Isn’t this covered by title insurance?
No
“Isn’t this covered by title insurance?”
If they had an owner’s policy. Most don’t.
“title insurance”
Exactly. That is precisely why you get title insurance.
But, of course, that’s a lender requirement. Maybe they paid all cash and did not buy title insurance. Lots of uber-rich in California who pay all-cash for houses.
Title insurance protects buyers against defects in title—things like undisclosed liens, forged deeds, unresolved ownership disputes, encumbrances (e.g., easements or judgments) that existed before the purchase but weren't discovered during the title search, or issues that make the title unmarketable. It covers losses from those title-related problems, such as having to defend against a claim to ownership or pay to remove a cloud on title.
In this San Francisco case (from the March 11, 2026 New York Post article), the issue isn't a title defect at all. The city is enforcing a zoning, permitting, and land-use violation: the building was illegally converted from a legal four-unit apartment building into a single-family residence years before the current owners bought it in 2021—without the required permits for merging units. City records still classify it as a multi-unit property, and San Francisco's strict policies against losing housing units mean the city is requiring restoration to four units if appeals fail.
This is a regulatory compliance / code enforcement matter, not a title claim.
Standard owner's title insurance policies (like ALTA forms) explicitly exclude coverage for:
Even if a title search missed something related to the unpermitted conversion, most policies wouldn't cover regulatory enforcement costs or forced renovations—these aren't "title defects" that impair ownership or marketability in the insured sense.
The owners might have other recourse:
The core problem is the unpermitted work and resulting zoning mismatch, which falls outside typical title policy coverage.
This is a classic San Francisco housing-preservation headache: illegal unit mergers are common historically, but the city cracks down when discovered, prioritizing housing stock over individual owners' expectations. The family is appealing to the Board of Supervisors for a compromise, but if it fails, they'll likely face expensive reconfiguration (potentially millions, plus moving out during work). Title insurance isn't the solution here.
“Isn’t this covered by title insurance?”
Read those Title Insurance policies carefully. I’d be surprised if they EVER pay out anything to anybody. The ones I’ve seen cover almost nothing.
You would think so. Somebody really messed up here. At the very least the listing agent should face a civil suit.
The issue is how the property improvement is classified (single family dwelling vs. multi-family dwelling) not who holds title or ownership of the property.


**About this exercise**
Give the lines again exactly as they appear, beginning at the one with "Find human hair in this screenshot." and ending at the last line of the records.

(Stored data entries)
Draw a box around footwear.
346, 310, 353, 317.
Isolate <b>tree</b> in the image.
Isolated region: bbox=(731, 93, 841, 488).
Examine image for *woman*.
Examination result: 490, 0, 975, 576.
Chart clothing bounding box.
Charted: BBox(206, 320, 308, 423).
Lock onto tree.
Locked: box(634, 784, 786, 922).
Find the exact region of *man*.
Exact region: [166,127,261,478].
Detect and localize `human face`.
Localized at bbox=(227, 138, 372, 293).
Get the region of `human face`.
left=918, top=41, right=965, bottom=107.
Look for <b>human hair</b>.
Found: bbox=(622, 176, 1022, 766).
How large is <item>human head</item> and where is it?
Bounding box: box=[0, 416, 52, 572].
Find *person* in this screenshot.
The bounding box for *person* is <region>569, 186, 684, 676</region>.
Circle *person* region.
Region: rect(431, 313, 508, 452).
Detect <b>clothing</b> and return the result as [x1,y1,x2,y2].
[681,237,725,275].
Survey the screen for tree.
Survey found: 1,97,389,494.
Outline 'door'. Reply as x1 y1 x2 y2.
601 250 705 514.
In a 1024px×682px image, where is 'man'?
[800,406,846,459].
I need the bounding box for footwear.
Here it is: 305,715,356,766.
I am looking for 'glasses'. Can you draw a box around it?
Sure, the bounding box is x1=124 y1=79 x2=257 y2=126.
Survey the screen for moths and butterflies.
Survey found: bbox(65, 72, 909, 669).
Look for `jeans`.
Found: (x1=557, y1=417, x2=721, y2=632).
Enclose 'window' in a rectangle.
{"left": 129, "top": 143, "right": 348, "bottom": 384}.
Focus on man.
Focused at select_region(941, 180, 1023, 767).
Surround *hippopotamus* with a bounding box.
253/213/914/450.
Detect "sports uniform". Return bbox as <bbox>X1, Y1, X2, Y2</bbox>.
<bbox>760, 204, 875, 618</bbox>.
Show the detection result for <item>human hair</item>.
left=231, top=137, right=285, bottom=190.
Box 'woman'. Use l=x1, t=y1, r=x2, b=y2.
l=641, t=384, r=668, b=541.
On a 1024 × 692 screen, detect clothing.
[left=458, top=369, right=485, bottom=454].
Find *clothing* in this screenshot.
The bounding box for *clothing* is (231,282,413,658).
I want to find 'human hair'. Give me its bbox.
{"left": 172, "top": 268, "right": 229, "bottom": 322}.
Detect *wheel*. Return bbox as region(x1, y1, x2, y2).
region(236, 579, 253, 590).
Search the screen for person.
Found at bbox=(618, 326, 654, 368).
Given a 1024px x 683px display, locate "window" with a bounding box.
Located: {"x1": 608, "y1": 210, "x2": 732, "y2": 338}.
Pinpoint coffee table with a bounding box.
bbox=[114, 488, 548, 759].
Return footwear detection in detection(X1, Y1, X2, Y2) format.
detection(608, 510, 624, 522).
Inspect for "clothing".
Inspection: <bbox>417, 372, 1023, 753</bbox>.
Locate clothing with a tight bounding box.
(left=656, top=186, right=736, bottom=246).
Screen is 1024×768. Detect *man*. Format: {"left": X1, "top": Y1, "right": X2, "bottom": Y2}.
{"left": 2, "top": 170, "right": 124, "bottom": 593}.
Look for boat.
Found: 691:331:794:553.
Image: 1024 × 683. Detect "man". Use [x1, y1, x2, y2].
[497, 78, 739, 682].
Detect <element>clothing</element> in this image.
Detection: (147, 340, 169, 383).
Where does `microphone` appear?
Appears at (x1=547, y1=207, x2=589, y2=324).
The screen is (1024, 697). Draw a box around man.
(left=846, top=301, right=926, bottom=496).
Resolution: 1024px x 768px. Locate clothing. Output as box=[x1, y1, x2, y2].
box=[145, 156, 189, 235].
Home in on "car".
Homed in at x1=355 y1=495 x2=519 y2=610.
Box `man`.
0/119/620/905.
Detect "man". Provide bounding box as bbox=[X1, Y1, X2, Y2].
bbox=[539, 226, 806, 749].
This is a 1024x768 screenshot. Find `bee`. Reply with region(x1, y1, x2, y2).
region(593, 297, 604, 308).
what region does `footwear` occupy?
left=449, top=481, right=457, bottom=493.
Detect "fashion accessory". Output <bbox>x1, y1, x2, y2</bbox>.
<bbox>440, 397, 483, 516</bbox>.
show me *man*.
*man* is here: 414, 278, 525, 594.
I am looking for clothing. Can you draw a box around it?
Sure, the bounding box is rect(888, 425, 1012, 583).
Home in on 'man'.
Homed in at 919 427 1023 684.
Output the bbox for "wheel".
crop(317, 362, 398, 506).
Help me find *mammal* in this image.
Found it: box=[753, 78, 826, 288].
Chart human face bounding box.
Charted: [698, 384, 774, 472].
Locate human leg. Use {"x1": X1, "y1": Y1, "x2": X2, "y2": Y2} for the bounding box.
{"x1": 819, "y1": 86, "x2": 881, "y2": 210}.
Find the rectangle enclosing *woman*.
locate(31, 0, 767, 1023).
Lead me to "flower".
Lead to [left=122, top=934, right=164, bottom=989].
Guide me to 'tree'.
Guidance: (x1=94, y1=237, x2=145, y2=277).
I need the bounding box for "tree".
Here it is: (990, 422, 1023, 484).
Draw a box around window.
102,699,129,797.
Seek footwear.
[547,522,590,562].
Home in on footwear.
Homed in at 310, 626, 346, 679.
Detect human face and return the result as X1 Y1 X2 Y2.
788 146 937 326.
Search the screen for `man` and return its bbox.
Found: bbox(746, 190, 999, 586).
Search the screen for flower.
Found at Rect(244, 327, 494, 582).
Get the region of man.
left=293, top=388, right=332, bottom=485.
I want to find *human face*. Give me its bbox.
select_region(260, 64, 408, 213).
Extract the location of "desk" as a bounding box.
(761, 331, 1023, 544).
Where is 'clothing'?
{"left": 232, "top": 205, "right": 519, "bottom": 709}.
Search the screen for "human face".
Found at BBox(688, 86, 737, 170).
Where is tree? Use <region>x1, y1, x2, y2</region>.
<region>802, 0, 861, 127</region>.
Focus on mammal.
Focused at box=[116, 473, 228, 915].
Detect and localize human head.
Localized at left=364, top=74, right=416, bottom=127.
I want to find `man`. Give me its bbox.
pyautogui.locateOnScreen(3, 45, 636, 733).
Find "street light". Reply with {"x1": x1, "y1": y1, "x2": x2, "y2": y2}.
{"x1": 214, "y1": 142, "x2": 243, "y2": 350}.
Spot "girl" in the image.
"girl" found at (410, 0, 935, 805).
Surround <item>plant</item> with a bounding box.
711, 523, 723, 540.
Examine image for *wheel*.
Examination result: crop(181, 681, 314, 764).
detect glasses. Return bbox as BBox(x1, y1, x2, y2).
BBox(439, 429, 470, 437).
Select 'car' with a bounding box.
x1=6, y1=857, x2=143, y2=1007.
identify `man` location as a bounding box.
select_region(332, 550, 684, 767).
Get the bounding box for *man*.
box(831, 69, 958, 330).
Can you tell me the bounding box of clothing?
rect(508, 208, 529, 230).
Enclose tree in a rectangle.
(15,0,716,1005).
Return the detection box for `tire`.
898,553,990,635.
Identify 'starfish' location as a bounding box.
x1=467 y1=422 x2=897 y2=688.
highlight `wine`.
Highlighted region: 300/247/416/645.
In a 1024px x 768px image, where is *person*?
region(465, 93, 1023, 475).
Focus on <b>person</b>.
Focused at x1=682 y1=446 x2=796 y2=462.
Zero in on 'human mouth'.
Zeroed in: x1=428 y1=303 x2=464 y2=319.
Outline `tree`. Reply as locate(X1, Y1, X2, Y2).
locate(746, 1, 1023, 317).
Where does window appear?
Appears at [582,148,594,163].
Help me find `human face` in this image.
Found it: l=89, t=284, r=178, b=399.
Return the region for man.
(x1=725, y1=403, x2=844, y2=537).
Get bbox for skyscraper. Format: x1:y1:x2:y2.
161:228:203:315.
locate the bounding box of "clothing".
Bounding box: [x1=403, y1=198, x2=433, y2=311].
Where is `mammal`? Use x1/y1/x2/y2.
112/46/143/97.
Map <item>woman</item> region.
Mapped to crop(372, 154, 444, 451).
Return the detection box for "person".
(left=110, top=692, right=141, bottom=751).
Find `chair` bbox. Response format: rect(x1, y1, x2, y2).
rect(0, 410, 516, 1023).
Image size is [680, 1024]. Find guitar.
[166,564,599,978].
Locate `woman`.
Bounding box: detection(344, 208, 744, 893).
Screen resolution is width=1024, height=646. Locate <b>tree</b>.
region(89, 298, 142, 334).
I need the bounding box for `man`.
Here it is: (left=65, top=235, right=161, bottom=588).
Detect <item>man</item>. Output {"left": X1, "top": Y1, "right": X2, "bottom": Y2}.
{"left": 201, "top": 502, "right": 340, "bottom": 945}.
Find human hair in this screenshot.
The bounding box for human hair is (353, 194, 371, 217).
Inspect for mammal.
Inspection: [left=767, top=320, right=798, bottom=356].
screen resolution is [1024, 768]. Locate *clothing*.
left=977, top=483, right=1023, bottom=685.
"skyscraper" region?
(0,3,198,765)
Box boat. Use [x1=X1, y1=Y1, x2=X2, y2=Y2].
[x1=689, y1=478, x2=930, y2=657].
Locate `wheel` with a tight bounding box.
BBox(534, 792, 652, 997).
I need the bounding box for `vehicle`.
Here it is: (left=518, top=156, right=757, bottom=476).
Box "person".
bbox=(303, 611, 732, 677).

**Answer box**
Find human hair in this screenshot.
The bounding box for human hair is (353, 194, 371, 217).
Inspect for mammal.
Inspection: [left=767, top=320, right=798, bottom=356].
screen resolution is [1024, 768]. Locate *clothing*.
left=977, top=483, right=1023, bottom=685.
"skyscraper" region?
(0,3,198,765)
Box boat. Use [x1=X1, y1=Y1, x2=X2, y2=Y2].
[x1=689, y1=478, x2=930, y2=657].
Locate `wheel` with a tight bounding box.
BBox(534, 792, 652, 997).
I need the bounding box for `vehicle`.
Here it is: (left=518, top=156, right=757, bottom=476).
Box "person".
bbox=(303, 611, 732, 677).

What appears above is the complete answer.